Still, the rivalry that actually sprang up between the two young men was not a rivalry in love, at least not in Robert's sense of the word.
For Robert was no fool. He was soon convinced that Claude and Janet had surrendered unconditionally to a mutual infatuation which he was in no position to challenge. Yet he had a magnetism of his own, a magnetism of the spirit rather than of the flesh. To this magnetism Janet responded. Why should he not claim the same title to Janet's response in the one sphere that Claude laid claim to in the other?
At all events, he meant to fight for what he considered his rights, regardless of Claude's frowns or vanishing friendship.
Between the two, Janet had a hard time of it. Claude professed to accept free love as a new and improved social principle, and praised her for holding it; yet he grew unmanageable the moment she gave the least hint of exercising this freedom in connection with any other man than himself. On the other hand, Robert rejected free love as a pernicious Greenwich Village or Lorillard tenement eccentricity, and even severely scolded her for entertaining it; yet his actions showed that she might love as many different men as madly as she pleased, without causing his friendship for her to undergo any really radical change.
To cap the oddity of this contrast, she found that Robert's unlimited tolerance, though socially much the more agreeable attitude, was not without its suggestion of tepidity of sentiment, a suggestion which piqued her not a little.
The rivalry, such as it was, followed a very human course. Robert, as an outgrowth of his work with Janet took to promoting her education in contemporary thought and political theory. Claude, not to be behindhand, made the most of his special knowledge of art as well as of his wide first-hand acquaintance with the men and events that figured picturesquely in the ruling social and political rings of Washington and New York. In the matter of books, Claude generally took the cue from Robert. The latter would lend her works by Shaw, Wells, Bennett, Galsworthy, Bertrand Russell, Anatole France, Barbusse, Romaine Rolland; Claude would follow suit with the latest fiction by Robert W. Chambers or Rupert Hughes, his authors ranging as high as Rudyard Kipling, Maeterlinck or Barrie. One would take her to a symphony concert in Carnegie Hall, the other to a Sunday Pop in the Hippodrome. Robert held out invitations to a Theater Guild's play by Masefield or Andreyev, Claude would counter with an evening at a revival of Florodora or San Toy. If Janet accompanied Robert to a Labor Mass Meeting at Cooper Union or to a radical Cameraderie at the Civic Club, she was sure, soon after, to be escorted by Claude to a Titta Ruffo recital in Aeolian Hall or to a midnight cabaret in Moloch's Den off Sheridan Square.
To Janet, who had broken with the Barrs of Brooklyn and who was as much on pleasure as on emancipation bent, it was not Robert's offer that usually seemed the happier one.
Not the least of Claude's advantages was the fact that he moved in Kips Bay as a representative of the great forces of finance and fashion. He reflected the high lights of that glittering social system of which he was a favorite child. Direct and intimate was his contact with the celebrities of the day—the bankers and politicians, the diplomats and society leaders, the cabinet set in Washington, and the inner opera box set in New York. These were his real people; the Lorillarders were merely the people among whom he was sowing his radical wild oats.
In short, Claude was one of the persons "in the know." He knew a good deal more about the personages whose names were on everybody's tongues than the public knew or the newspapers thought fit to print. He could tell about the opera soprano of the first magnitude whose attacks of hysterical jealousy would cause the curtain to be held down between the acts for forty minutes, while the poor director tore his hair in desperation. He could laugh at the "mystery" of the appointment of a certain mediocre woman teacher to a superintendency in the city's schools, the mystery vanishing upon his inside story of how the lady in question "had been good" to Big Jim Connolly, a local political boss. And he could explain the connection between the failure to float a certain foreign loan and the omission of a well-known financier's wife from the group of guests invited to meet the Prince of Wales.
Thus Claude Fontaine, whose handsome face and dashing airs would have made him an idol in almost any society, enchanted his fellow Outlaws with the aroma clinging to him from the world of fashion and the glimpses he afforded into the secret workings of the world of power. Small wonder that to Janet, as to the others, Claude was bathed in a romantic glamor.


→ ACTIVITY: Transcribe every entry below word for word, but skip the pictures.

→ MATERIAL TO PROCESS:

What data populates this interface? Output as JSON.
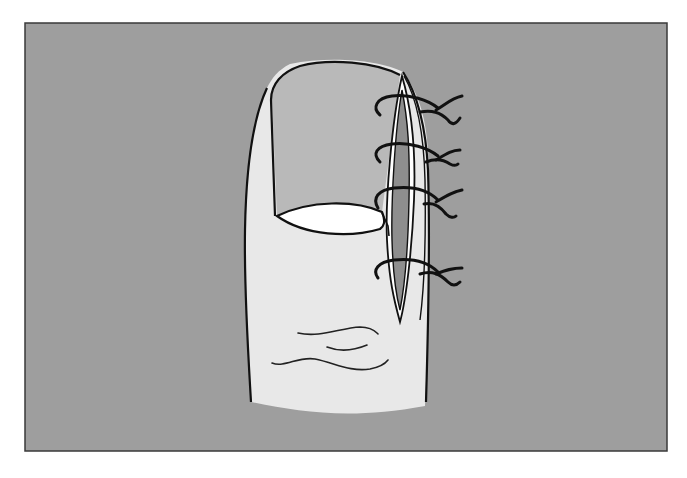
{
  "figure": {
    "colors": {
      "page_background": "#ffffff",
      "panel_background": "#9e9e9e",
      "panel_border": "#3a3a3a",
      "skin": "#e8e8e8",
      "nail_plate": "#b9b9b9",
      "lunula": "#ffffff",
      "incision_inner": "#8e8e8e",
      "outline": "#111111"
    },
    "suture_count": 4
  }
}
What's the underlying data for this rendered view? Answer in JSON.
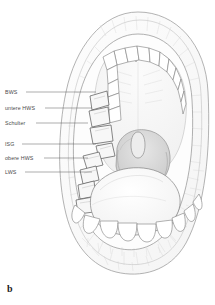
{
  "figure": {
    "caption_letter": "b",
    "style": "pencil-line-drawing",
    "background_color": "#ffffff",
    "line_color": "#6e6e6e",
    "label_color": "#4a4a4a"
  },
  "labels": [
    {
      "id": "bws",
      "text": "BWS",
      "text_x": 5,
      "text_y": 89,
      "line_y": 92,
      "line_x1": 26,
      "line_x2": 96
    },
    {
      "id": "untere-hws",
      "text": "untere HWS",
      "text_x": 5,
      "text_y": 105,
      "line_y": 108,
      "line_x1": 45,
      "line_x2": 92
    },
    {
      "id": "schulter",
      "text": "Schulter",
      "text_x": 5,
      "text_y": 120,
      "line_y": 123,
      "line_x1": 36,
      "line_x2": 88
    },
    {
      "id": "isg",
      "text": "ISG",
      "text_x": 5,
      "text_y": 141,
      "line_y": 144,
      "line_x1": 22,
      "line_x2": 96
    },
    {
      "id": "obere-hws",
      "text": "obere HWS",
      "text_x": 5,
      "text_y": 155,
      "line_y": 158,
      "line_x1": 44,
      "line_x2": 88
    },
    {
      "id": "lws",
      "text": "LWS",
      "text_x": 5,
      "text_y": 169,
      "line_y": 172,
      "line_x1": 25,
      "line_x2": 92
    }
  ],
  "anatomy_parts": [
    {
      "id": "outer-lip-ring",
      "name": "outer lip outline"
    },
    {
      "id": "inner-lip-ring",
      "name": "inner lip margin"
    },
    {
      "id": "upper-dental-arch",
      "name": "upper teeth arch"
    },
    {
      "id": "lower-dental-arch",
      "name": "lower teeth arch"
    },
    {
      "id": "hard-palate",
      "name": "hard palate"
    },
    {
      "id": "uvula",
      "name": "uvula"
    },
    {
      "id": "oropharynx",
      "name": "throat opening"
    },
    {
      "id": "tongue",
      "name": "tongue"
    },
    {
      "id": "highlighted-teeth-upper-left",
      "name": "labelled upper left molars"
    },
    {
      "id": "highlighted-teeth-lower-left",
      "name": "labelled lower left molars"
    }
  ]
}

→ SOLUTION FOR THIS EXERCISE:
What data populates this interface? Output as JSON.
{
  "figure": {
    "colors": {
      "page_background": "#ffffff",
      "panel_background": "#9e9e9e",
      "panel_border": "#3a3a3a",
      "skin": "#e8e8e8",
      "nail_plate": "#b9b9b9",
      "lunula": "#ffffff",
      "incision_inner": "#8e8e8e",
      "outline": "#111111"
    },
    "suture_count": 4
  }
}
What's the underlying data for this rendered view? Answer in JSON.
{
  "figure": {
    "caption_letter": "b",
    "style": "pencil-line-drawing",
    "background_color": "#ffffff",
    "line_color": "#6e6e6e",
    "label_color": "#4a4a4a"
  },
  "labels": [
    {
      "id": "bws",
      "text": "BWS",
      "text_x": 5,
      "text_y": 89,
      "line_y": 92,
      "line_x1": 26,
      "line_x2": 96
    },
    {
      "id": "untere-hws",
      "text": "untere HWS",
      "text_x": 5,
      "text_y": 105,
      "line_y": 108,
      "line_x1": 45,
      "line_x2": 92
    },
    {
      "id": "schulter",
      "text": "Schulter",
      "text_x": 5,
      "text_y": 120,
      "line_y": 123,
      "line_x1": 36,
      "line_x2": 88
    },
    {
      "id": "isg",
      "text": "ISG",
      "text_x": 5,
      "text_y": 141,
      "line_y": 144,
      "line_x1": 22,
      "line_x2": 96
    },
    {
      "id": "obere-hws",
      "text": "obere HWS",
      "text_x": 5,
      "text_y": 155,
      "line_y": 158,
      "line_x1": 44,
      "line_x2": 88
    },
    {
      "id": "lws",
      "text": "LWS",
      "text_x": 5,
      "text_y": 169,
      "line_y": 172,
      "line_x1": 25,
      "line_x2": 92
    }
  ],
  "anatomy_parts": [
    {
      "id": "outer-lip-ring",
      "name": "outer lip outline"
    },
    {
      "id": "inner-lip-ring",
      "name": "inner lip margin"
    },
    {
      "id": "upper-dental-arch",
      "name": "upper teeth arch"
    },
    {
      "id": "lower-dental-arch",
      "name": "lower teeth arch"
    },
    {
      "id": "hard-palate",
      "name": "hard palate"
    },
    {
      "id": "uvula",
      "name": "uvula"
    },
    {
      "id": "oropharynx",
      "name": "throat opening"
    },
    {
      "id": "tongue",
      "name": "tongue"
    },
    {
      "id": "highlighted-teeth-upper-left",
      "name": "labelled upper left molars"
    },
    {
      "id": "highlighted-teeth-lower-left",
      "name": "labelled lower left molars"
    }
  ]
}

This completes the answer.